1968 / Round: 2 / Pick: 37

Field goals:
  
15 attempts / 3 made

Jerry Dean DePoyster (born July 6, 1946, in Omaha, Nebraska) is a former American football placekicker and punter who also played in the National Football League.

Contents

College career

Jerry DePoyster was an All-American college football player at the University of Wyoming. He was recruited as a wide receiver and defensive back, but he made his biggest impact as a punter and kicker. In his junior season, 1966, DePoyster set a record which has never been broken though others have equaled it. He became the first kicker in NCAA history to make three field goals of over 50 yards in one game, connecting from 54, 54 and 52 yards in an October 8, 1966 game against Utah. He also still holds several records for most field goals attempted, and was the top-rated kicker in college football in 1966. He was a member of two Western Athletic Conference championship teams, in 1966 and 1967, both of which finished with 10-1 won-loss records. The 1967 team went undefeated in the regular season and appeared in the Sugar Bowl in New Orleans on New Year's Day in 1968. DePoyster was inducted into the University of Wyoming Athletics Hall of Fame on September 15, 2006.

Professional career

DePoyster was a 2nd round selection (37th overall pick) the 1968 Common Draft by the Detroit Lions. He played in all 14 of the Lions games that season, as both a punter and placekicker. He then served in the military for two years. During the 1971 NFL season, he was signed as a free agent by the Oakland Raiders after the team cut veteran Mike Eischeid. DePoyster appeared in the last 12 games of the 1971 season as well as the entirety of the 1972 season. He was strictly a punter and kickoff specialist: future Hall of Famer George Blanda handled the field goals and extra points. In 1973, the Raiders drafted another future Hall of Famer, Ray Guy (who was the first pure punter ever taken in the first round of the NFL draft). DePoyster retired from football to raise a family and to work in the homebuilding and oil industries.
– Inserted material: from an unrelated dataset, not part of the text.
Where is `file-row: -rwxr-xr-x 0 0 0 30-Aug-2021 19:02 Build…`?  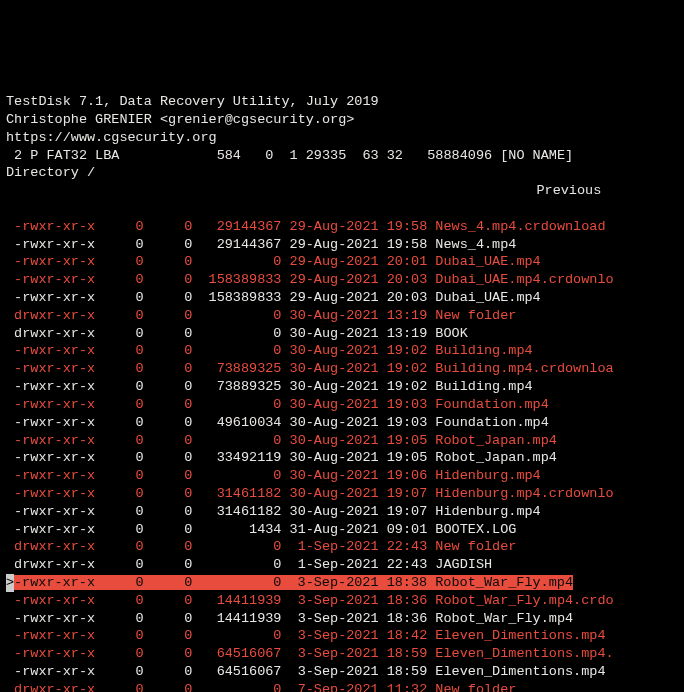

DePoyster is often erroneously cited in various internet sources as having kicked the shortest punt in NFL history, supposedly either 10 or 11 yards long. (The shortest punt ever was actually negative-7 yards by Sean Landeta of the New York Giants in a 1985 playoff game, and there have been at least two 1-yard punts.) Although he was a good punter, he became nationally infamous in 1972 for a botched punt against the Chicago Bears which made him the butt of a joke on the Tonight Show with Johnny Carson. DePoyster told a newspaper interviewer in 2008: "We were playing in Oakland and the water was about a foot above my shoes. I punted from my own end zone and the ball went about 10 yards and the guy returned it for a touchdown. I think they replayed that about three times on Johnny Carson's show. I didn't think an old Nebraska guy would do that to me."

In his book One Knee Equals Two Feet, former Raiders coach John Madden contrasted Ray Guy's "great hands" with DePoyster's. "Jerry DePoster drove me crazy," Madden wrote. "He seldom caught the snap cleanly. He would bobble it or it would bounce off his chest. Every punt got to be an adventure."